Grim as its story sometimes is, and bitter and bleak as the author's attitude towards the world may be, Il pasticciaccio is basically a satirical work. And the targets of Gadda's satire are scattered: at times his lighthearted whimsy touches some friend's foible or attacks the pretensions of some innocent public figure (like the poor President of the Italian Touring Club who campaigned for more road signs); at other times, with Swiftian saeva indignatio, Gadda lashes out at the Fascists, their followers and their dupes, the destroyers and despoilers of life.

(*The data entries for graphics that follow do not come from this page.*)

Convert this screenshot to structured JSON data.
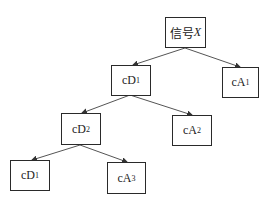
{
  "diagram": {
    "type": "tree",
    "colors": {
      "line": "#555555",
      "border": "#2a2a2a",
      "text": "#222222"
    },
    "nodes": {
      "root": {
        "prefix": "信号",
        "var": "X"
      },
      "cD1": {
        "base": "cD",
        "sub": "1"
      },
      "cA1": {
        "base": "cA",
        "sub": "1"
      },
      "cD2": {
        "base": "cD",
        "sub": "2"
      },
      "cA2": {
        "base": "cA",
        "sub": "2"
      },
      "cD3": {
        "base": "cD",
        "sub": "1"
      },
      "cA3": {
        "base": "cA",
        "sub": "3"
      }
    },
    "edges": [
      [
        "root",
        "cD1"
      ],
      [
        "root",
        "cA1"
      ],
      [
        "cD1",
        "cD2"
      ],
      [
        "cD1",
        "cA2"
      ],
      [
        "cD2",
        "cD3"
      ],
      [
        "cD2",
        "cA3"
      ]
    ]
  }
}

Another Gaddian contradiction: his ferocity is counterbalanced by his timidity, and often his attacks are so thoroughly veiled as to be incomprehensible to all but the author himself (even his victim remains unaware). This quality gives, at times, a curious allusiveness to his prose and lifts what would be a personal vendetta to a larger, more universal level.

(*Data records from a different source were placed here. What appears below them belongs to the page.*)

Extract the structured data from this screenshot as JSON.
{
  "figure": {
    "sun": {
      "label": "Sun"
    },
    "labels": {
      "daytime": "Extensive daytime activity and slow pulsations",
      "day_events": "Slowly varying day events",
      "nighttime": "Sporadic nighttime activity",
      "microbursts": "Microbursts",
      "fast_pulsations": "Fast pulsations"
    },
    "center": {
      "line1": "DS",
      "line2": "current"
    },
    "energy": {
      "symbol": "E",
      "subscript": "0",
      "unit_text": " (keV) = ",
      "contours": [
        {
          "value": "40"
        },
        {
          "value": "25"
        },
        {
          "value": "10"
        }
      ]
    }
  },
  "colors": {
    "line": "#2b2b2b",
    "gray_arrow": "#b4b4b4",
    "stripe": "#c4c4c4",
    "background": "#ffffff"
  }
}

The reader will note that Gadda does not hesitate to accept as his own the verbal difficulties or spoonerisms of his humbler characters. The Romans are notoriously bad at getting names right (as any foreigner whose name contains a "w" will well know), so that detective Ingravallo may also be called Incravallo, Ingravalli, or Incravalli, and the hapless Countess Menegazzi's name is mispronounced so often that it becomes hard to remember how it really should be spelled. There is confusion even in place names, and one locality, mentioned often in the latter part of the book, is called, indifferently, Torraccio and Torracchio.

The Romans are also fond of giving people titles. An accountant named Rossi is never called Signor Rossi, but always Ragioniere (accountant) Rossi. Thus any official, however minor, is known as Doctor, whether or not he has a university degree. And Ingravallo, being a southerner, is known not only as Doctor Ingravallo but also as Don Ciccio.

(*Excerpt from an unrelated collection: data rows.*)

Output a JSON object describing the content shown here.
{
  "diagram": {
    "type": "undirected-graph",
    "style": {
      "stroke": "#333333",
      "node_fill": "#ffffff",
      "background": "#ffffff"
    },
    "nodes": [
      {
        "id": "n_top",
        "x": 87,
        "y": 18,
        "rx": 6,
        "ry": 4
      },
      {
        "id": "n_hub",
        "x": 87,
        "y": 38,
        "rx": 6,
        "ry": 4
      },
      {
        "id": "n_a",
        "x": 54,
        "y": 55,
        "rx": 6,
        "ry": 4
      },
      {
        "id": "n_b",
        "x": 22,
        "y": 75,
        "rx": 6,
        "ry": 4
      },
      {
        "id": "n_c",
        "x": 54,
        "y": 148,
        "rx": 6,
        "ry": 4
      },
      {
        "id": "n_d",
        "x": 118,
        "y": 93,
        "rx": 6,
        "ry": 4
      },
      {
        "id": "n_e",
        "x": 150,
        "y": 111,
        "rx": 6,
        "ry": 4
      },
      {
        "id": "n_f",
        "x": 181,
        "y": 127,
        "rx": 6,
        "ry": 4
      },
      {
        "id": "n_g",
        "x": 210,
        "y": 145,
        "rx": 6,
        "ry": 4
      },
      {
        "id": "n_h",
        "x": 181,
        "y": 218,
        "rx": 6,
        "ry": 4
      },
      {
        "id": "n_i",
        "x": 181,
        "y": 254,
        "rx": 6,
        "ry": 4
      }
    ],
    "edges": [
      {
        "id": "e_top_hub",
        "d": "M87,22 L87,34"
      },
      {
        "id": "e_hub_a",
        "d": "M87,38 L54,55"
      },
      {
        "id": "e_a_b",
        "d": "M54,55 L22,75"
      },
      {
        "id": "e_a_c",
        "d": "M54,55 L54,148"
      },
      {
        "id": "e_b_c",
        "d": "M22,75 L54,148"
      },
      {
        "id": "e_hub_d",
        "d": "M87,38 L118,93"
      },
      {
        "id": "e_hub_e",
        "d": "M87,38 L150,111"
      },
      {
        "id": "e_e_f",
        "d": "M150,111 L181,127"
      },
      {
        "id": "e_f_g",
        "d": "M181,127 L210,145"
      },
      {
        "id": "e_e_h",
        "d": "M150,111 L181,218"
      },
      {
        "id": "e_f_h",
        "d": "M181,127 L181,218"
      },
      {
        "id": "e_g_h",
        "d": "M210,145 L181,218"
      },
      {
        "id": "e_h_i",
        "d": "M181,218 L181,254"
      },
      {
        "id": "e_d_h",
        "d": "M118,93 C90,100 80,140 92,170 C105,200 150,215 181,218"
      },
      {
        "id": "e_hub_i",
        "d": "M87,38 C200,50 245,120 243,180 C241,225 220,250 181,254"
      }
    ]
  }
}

When it originally appeared in Letteratura, this novel was enriched by many long and discursive footnotes which Gadda removed when Il pasticciaccio came out in book form. For the benefit of non-Italian readers, the translator has added a certain number of footnotes of his own to this English version. Il pasticciaccio takes place under the stifling years of Fascism, so that there are many references, direct and indirect, to the personages, the ukases, the slogans and customs of the regime, references which even to the Italian reader (especially if he is under thirty) are obscure.

A word on the special problems of this translation. The question of rendering dialect in another language is a particularly tormented one. Several years ago an American poet made a brave, but disastrous attempt to re-create the Roman-dialect sonnets of the great Gioacchino Belli in Brooklynese. The result was ingenious, but wholly lacking in the wit and elegance of the original. To translate Gadda's Roman or Venetian into the language of Mississippi or the Aran Islands would be as absurd as translating the language of Faulkner's Snopses into Sicilian or Welsh. So the English-speaking reader is therefore asked to imagine the speech of Gadda's characters, translated here into straightforward spoken English, as taking place in dialect, or in a mixture of dialects. Other aspects of Gadda's language were easier to transpose, but in a few cases, where untranslatable puns underlie a passage, the translator has inserted an explanatory footnote.

The present translation was made from the seventh Garzanti edition of the novel (October 1962), which contains a few variants on earlier editions, variants made by the author, of course. The translator wishes to express his thanks to the author, for help and encouragement, to his friend Ariodante Marianni, who explained a number of Roman terms and customs, and to the critic and Gadda scholar Giancarlo Roscioni, who read the translation in manuscript and generously furnished innumerable elucidations and suggestions. Of course, the translator himself assumes full responsibility for the final result and, especially, for the general approach to the daunting, but infinitely rewarding task.